Kobena Sekyi`s mother was Wilhelmina Pietersen, also known as Amba Paaba, daughter of Willem Essuman Pietersen (c.1844-1914), an Elmina-Cape Coast businessman and one-time President of the Aborigines’ Rights Protection Society (ARPS), a later president of which was Sekyi’s uncle, Henry van Hien, whose heir Sekyi was.
Like his father, Sekyi was also educated at Mfantsipim School and and went on to study philosophy at the University of London. He was accompanied to Britain by his maternal grandfather. Sekyi was originally to study English Literature, however, a fellow student (Nigerian) persuaded him to give up English Literature in favour of Philosophy.

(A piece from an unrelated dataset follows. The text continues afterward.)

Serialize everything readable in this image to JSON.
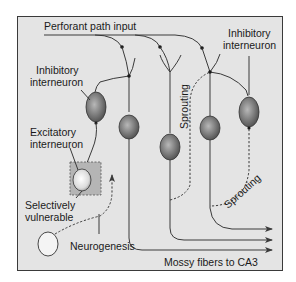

After completing his philosophy degree, Sekyi returned to Gold Coast to teach for sometime and participated in the political affairs. Realizing that Gold coast has many lawyers and liberal art scholars, Sekyi went back to England in 1915 with plan to become an engineer like his mother’s younger brother, J.B. Essuman-Gwira, but because his family controlled the purse strings and they wished him to study law, so that was the career he entered.
He was called to the Bar from the Inner Temple in 1918 and also awarded MA in philosophy. Sekyi became a lawyer in private practice in the Gold Coast.
It should be emphasized that Kobena Sekyi had life changing experience whilst traveling on a ship to England. It is said that “On the voyage out his boat, the SS Falaba, was torpedoed by a German U-boat and some lives were lost. Sekyi managed to get to a lifeboat, at which point a European shouted at him that he should get out of the boat, as a black man had no right to be alive when whites were drowning. It was this incident that had a profound effect on him, confirming his rejection of European pretensions to superiority.
Robert Ross in his book “Clothing: A Global History’ published in 2008 citing authors White and White, “Slave Clothing” page 156 averred that “Equally, in the Gold Coast, Kobena Sekyi, a coastal lawyer, is said, in the family tradition, to have been subjected to racist racist insults when wearing a suit while being trained in London during World War I. In consequence, he vowed never to wear European clothing again, and became the first lawyer in the colony to appear in court in a cloth.”
Whilst practicing law in Gold Coast Sekyi married Lilly Anna Cleanand, daughter of John Peter Cleanand and Elizabeth Vroom.